Official development assistance
India is thinking about setting up its own aid agency. Why should others give aid to India?
Aug 13th 2011 | from the print edition
EVERY so often something comes along which shows that almost everything you know about a subject is wrong. Such a development is happening in the world of foreign aid. It is a proposal by India to set up its own aid agency to distribute $11 billion over the next five to seven years. That's aid from India.
This would be a departure. For decades, India was the world's biggest aid recipient. Now, it is likely to join Brazil, Russia and China in using aid to win friends and influence people abroad. The rules of aid are being turned inside-out and long-standing donors—governments and non-governmental organisations (NGOs) alike—must change, too.
But India's proposal shows that donors, like generals, are still fighting the last war. The old binary division of the world—between rich countries which give aid and poor ones which get it—is gone. Fewer countries are poor and eligible for cheap loans. Two-thirds of the world's poorest people—those with less than $1.25 a day—live in middle-income countries, such as India, which increasingly are donors as well as recipients.
For the past decade Western donors have been campaigning to boost the amount of aid they give to poor countries and to try to make better use of it. These twin aims are embodied in the UN's millennium development goals and the Gleneagles agreement to double aid to Africa. They guided recent reforms to the aid budgets of America and Britain.
In this world Europeans and Americans no longer dominate aid. China is the biggest source of investment in Africa and the Gates Foundation is as important as many donor governments (and much more innovative). Private capital flows to Africa outstrip aid flows, contradicting an old justification that aid is necessary because investors hold back.
For the poorest, the new donors are more important because Western aid is shrivelling. Congress is proposing to chop American aid by a fifth. Brazil is giving more to the Somali famine than Germany, France and Italy combined. There are exceptions: Britain and Australia promise to boost aid spending. But they seem like a last hurrah of Western generosity.
As India also shows, middle-income countries no longer need financial transfers to help their own people. That was clear before: India has a space programme and $300 billion of foreign reserves. A new aid agency would ram the point home. Once, Westerners could say they needed to help India's poor because India's own government could not afford to. Not now.

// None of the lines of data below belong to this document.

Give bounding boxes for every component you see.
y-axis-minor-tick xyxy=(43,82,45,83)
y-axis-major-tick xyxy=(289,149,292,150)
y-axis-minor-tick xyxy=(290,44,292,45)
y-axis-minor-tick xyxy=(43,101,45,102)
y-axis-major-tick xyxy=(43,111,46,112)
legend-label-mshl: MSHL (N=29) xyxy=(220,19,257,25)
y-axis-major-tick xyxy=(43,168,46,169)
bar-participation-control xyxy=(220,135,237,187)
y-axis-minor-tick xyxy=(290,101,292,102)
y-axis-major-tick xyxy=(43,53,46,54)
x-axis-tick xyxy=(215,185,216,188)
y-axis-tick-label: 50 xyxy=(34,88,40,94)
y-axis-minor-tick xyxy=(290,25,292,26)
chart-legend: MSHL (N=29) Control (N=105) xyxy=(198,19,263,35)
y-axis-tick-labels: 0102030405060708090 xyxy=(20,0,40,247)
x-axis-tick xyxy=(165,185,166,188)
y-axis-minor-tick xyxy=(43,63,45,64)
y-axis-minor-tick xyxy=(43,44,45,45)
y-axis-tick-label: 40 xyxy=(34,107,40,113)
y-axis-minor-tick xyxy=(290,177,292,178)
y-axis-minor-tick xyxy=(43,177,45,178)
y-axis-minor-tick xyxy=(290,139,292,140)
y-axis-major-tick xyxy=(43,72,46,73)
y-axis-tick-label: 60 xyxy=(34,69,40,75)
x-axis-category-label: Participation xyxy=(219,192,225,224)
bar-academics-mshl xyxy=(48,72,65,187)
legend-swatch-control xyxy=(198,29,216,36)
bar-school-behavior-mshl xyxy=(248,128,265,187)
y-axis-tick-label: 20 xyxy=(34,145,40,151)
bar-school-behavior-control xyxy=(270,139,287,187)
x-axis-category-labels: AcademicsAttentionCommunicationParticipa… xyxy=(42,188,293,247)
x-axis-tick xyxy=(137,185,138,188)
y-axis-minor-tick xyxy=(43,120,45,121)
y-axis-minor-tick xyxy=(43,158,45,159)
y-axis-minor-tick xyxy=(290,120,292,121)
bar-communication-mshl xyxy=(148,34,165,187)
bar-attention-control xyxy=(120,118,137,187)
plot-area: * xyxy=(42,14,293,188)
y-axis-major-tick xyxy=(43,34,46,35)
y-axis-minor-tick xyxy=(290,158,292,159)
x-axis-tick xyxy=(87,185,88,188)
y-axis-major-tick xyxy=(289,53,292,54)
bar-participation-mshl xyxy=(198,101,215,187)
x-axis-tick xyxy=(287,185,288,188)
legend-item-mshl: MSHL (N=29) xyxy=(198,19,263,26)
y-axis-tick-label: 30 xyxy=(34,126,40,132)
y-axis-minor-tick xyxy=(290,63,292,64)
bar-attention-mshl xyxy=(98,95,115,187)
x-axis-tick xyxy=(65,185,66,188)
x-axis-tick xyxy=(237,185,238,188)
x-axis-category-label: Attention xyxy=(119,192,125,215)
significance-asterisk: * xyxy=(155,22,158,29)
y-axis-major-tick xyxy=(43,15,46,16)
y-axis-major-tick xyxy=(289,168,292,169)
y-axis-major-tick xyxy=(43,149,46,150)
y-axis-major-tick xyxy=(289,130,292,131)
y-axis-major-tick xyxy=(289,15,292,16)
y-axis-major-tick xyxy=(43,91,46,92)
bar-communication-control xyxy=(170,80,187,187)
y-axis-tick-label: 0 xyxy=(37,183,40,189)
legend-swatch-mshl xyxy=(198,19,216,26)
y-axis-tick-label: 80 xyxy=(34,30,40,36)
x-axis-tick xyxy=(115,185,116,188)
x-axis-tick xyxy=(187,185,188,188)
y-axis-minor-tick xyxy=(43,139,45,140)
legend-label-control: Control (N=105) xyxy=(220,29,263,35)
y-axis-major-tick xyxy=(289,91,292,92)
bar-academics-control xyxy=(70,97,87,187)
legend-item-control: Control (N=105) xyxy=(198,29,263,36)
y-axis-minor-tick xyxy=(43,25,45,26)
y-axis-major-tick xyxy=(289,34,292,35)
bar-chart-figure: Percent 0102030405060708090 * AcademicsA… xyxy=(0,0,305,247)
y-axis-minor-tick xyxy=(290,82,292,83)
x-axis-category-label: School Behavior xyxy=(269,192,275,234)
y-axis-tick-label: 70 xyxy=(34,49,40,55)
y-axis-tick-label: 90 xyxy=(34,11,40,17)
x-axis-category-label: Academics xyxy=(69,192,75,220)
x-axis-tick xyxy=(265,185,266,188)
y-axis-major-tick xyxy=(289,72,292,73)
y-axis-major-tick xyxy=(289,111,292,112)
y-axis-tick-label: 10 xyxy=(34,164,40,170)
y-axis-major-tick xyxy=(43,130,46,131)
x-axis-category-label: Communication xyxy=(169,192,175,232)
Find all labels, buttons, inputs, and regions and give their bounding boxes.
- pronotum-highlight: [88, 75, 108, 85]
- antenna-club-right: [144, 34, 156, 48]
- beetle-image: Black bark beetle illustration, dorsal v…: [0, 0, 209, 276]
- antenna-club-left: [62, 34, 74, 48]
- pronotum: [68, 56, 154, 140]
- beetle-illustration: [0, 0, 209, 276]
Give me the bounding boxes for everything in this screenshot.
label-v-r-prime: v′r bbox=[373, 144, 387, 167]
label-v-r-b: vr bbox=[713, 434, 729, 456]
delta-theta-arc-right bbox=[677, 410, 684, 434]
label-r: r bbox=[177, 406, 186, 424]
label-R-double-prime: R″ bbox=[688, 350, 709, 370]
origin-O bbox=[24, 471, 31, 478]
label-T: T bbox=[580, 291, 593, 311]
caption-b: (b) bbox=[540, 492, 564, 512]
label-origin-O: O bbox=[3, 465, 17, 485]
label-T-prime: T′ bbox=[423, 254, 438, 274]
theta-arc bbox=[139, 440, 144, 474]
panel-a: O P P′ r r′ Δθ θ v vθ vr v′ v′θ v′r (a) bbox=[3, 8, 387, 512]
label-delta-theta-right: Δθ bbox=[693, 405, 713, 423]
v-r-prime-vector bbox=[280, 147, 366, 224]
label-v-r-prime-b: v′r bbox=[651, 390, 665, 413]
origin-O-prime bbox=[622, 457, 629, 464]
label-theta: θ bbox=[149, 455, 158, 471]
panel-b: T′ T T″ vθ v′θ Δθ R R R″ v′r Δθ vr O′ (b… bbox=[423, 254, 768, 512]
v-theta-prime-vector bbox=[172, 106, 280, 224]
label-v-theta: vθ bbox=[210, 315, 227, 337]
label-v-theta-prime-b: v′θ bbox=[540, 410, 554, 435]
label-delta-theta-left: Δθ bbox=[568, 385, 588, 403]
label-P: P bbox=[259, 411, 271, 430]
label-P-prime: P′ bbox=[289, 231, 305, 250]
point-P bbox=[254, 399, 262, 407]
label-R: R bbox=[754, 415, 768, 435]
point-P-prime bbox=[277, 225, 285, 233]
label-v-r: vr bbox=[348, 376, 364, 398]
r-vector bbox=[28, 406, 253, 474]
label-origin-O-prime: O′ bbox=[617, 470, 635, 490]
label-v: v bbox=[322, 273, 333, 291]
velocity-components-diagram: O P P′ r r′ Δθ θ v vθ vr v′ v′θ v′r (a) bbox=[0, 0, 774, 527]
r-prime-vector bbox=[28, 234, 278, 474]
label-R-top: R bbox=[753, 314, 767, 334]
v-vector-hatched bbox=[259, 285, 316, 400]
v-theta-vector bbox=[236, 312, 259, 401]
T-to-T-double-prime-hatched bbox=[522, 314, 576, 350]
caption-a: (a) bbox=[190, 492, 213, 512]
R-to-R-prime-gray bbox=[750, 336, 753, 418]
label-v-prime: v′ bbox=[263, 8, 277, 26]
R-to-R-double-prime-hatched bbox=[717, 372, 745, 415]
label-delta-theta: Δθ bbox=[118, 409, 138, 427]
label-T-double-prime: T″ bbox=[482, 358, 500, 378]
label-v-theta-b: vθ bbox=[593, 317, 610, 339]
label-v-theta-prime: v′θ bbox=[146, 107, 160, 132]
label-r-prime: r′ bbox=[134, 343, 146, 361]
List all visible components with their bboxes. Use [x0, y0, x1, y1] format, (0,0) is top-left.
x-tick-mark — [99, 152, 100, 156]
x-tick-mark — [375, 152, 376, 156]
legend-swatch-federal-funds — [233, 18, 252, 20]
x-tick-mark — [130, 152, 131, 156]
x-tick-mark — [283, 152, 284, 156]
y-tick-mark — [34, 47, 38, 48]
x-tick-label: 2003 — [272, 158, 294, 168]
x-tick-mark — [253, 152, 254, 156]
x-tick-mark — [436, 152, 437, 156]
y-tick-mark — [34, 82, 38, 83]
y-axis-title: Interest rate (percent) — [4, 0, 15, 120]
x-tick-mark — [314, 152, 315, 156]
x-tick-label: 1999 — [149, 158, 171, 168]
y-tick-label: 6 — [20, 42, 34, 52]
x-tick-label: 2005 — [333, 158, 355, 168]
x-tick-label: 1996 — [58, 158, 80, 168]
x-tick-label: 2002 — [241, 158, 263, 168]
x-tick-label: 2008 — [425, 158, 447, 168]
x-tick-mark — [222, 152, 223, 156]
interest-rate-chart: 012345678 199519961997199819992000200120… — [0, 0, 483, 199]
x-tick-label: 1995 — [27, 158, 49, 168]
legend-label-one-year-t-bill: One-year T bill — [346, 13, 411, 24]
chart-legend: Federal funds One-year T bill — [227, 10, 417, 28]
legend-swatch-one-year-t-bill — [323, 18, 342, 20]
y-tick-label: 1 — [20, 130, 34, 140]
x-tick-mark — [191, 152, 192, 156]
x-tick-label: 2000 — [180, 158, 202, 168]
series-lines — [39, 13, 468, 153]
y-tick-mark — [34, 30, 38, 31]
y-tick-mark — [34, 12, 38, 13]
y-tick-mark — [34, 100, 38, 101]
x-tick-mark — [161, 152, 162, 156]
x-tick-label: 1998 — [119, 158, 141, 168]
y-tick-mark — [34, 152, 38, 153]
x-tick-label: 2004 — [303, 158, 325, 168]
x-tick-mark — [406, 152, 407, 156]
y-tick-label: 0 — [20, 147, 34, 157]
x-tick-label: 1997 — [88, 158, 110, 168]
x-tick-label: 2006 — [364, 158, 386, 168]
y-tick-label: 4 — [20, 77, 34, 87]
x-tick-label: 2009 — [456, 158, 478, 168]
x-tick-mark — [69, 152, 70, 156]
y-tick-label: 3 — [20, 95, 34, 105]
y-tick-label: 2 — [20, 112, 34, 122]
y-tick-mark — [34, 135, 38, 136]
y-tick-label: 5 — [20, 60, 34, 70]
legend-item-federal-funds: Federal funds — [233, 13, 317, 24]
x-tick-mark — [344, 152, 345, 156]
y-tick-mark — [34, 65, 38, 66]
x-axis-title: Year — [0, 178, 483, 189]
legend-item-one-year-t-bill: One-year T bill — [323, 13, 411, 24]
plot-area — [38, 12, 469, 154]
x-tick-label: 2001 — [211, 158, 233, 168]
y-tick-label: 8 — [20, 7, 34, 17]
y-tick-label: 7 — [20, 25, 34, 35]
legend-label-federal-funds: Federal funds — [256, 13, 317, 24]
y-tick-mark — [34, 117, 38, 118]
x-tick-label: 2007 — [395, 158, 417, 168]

So where does that leave aid?
In this new world the justification for aid and the behaviour of donors must change. For India and others, it is far from clear why the government should send aid abroad when it has so many poor people at home. No doubt, aid will be defended as a boost to global influence. The risk for India is that, just like the West did in the 1960s, it will pour money into grand projects which fail—and encourage bad government.
For Westerners, justifying aid will be harder. But there is a reason to give: like trade, aid benefits from specialisation and comparative advantage. Emerging countries, with recent experience to draw upon, might do a better job of infrastructure spending. The West should focus more on policies and good governance (something many poorer Indian states are crying out for). There is a new world of aid but over a billion people remain poor; they still need help, even if some of them live in countries that now give aid as well as get it.